Is there a way, using other technologies, possibly, but still using PHP as the main language, to show progress of the mails being sent? I have coded robust error checking to check if the mail was actually sent, etc. but i am missing a way of giving users the visual clue of actually delivering the mail to the server via a progress bar, etc.
Is this possible using PHP and something like Ajax? How would you determine the progress of the mail in transit?
I'm not familiar with PHPMailer, but you certainly need support of the library to be able to query it about the status of the emails being sent.
Given that PHP doesn't have threading, I would suggest having a database queue for deliveries, and have an external PHP process triggered from the main site (or via cron) that processes the deliveries on the side, marking on the database the current status on each delivery: NOT_PROCESSED, IN_PROGRESS, CONNECTING, CONNECTED, SENDING_DATA, ACCEPTED, FAILURE_X . You can query the database for the status on each delivery via Ajax.
If PHPMailer internally uses the standard PHP mail() function, which uses a relay SMTP server in your machine, you cannot have that much information about status (which you would have if you created the sockets yourself), you can have just three main states NOT_PROCESSED, IN_PROGRESS, FAILURE_X.
(FAILURE_X really represents many states, as it explains the reason for the failure).
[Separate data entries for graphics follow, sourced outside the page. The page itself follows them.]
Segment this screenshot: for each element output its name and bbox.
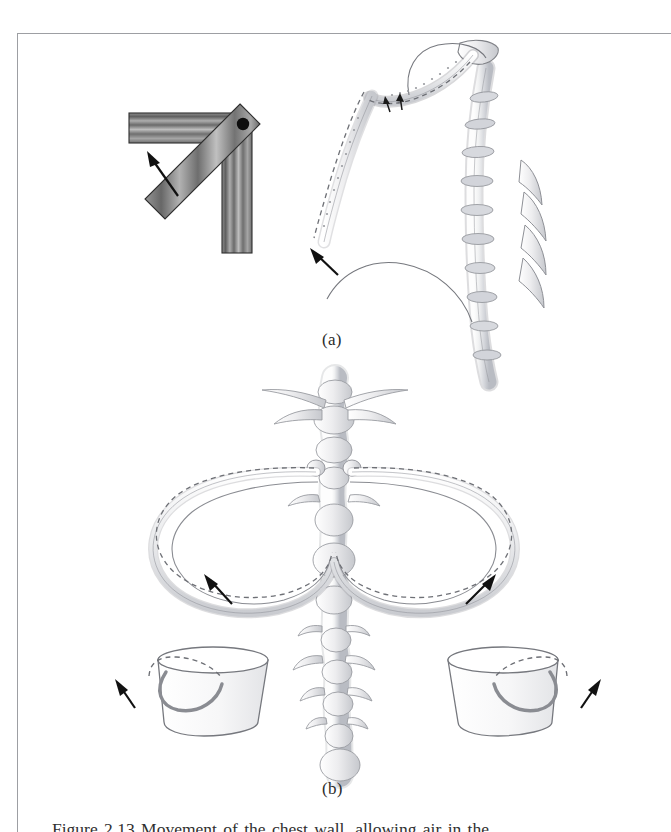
figure-illustration xyxy=(0,0,671,832)
posterior-rib-fragments xyxy=(519,160,546,308)
figure-caption: Figure 2.13 Movement of the chest wall, … xyxy=(52,818,652,832)
rib-elevation-dashed-left xyxy=(156,468,332,598)
scanned-page: (a) (b) Figure 2.13 Movement of the ches… xyxy=(0,0,671,832)
bucket-handle-left xyxy=(115,647,268,736)
panel-label-a: (a) xyxy=(322,330,342,350)
ribcage-motion-arrow-icon xyxy=(310,248,338,275)
clavicle-resting xyxy=(324,96,372,242)
bucket-right-arrow-icon xyxy=(581,679,601,708)
ribcage-motion-arrow-left-icon xyxy=(204,574,232,604)
hinge-pivot-dot xyxy=(237,118,249,130)
panel-label-b: (b) xyxy=(322,779,343,799)
hinge-mechanism-diagram xyxy=(129,104,260,253)
vertebral-column xyxy=(474,68,489,382)
lateral-ribcage-illustration xyxy=(310,40,546,382)
upper-rib-resting xyxy=(369,55,473,102)
rib-elevation-dashed-right xyxy=(336,468,512,598)
bucket-handle-right xyxy=(448,647,601,736)
diaphragm-arc xyxy=(327,263,472,322)
bucket-left-arrow-icon xyxy=(115,679,135,708)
A final consideration on using mail() is that the status you'll be able to know is just the status from the local SMTP relay, which will always accept very quickly, and you won't be able to tell if the mail was really delivered to the outgoing server (at least not without having to interface to it or read mailq, which are nasty things to do).
DISCLAIMER
Given that even in the good case where you know for real the status you cannot know if the email has been received on the other end, nor how much time will it take, I'm not sure how useful such a construction would be. It'd certainly be fun to program, but I doubt it'd be really useful, maybe just some eye candy with standard email disclaimers (emails can be lost in transit, if it fails try again, leave sometime before retrying) would be enough.
I think the best option here is by estimating the time. You can test how much time some 10MB mails takes to be sent, to know the receiving speed of you SMTP server. With that information you can estimate transfer time of any email based on its size, and give your client some visual distraction based on that.
If you email process can send back information, then it may to possible to update a progress bar or progress text with the messages.
This is similiar to the way Wordpress upgrades/installs work. As the process is completed, text is displaying telling each step: "Downloading xxxx.xxx.xxx", "Deactivating Plugin", "Installing Plugin", "Attempting Reactivation", Reactivation successful": something similar. You would need a listener on the client side and a sender of messages on the server: as the script executes, it sends back messages to the client.
As said before, this can only realistically go as far as your server. You can signify if the mail left your server successfully, but without some sort of email reciever conformation step, I think that is as far as you can go.
I gues there us a chance to complete it, but can't be sure that this solution is done already by someone.
My thoughts:
As I know you can work with socket in non-blocking mode stream_set_blocking()
then you could try to use that approach to send emails via that non-blocking socket.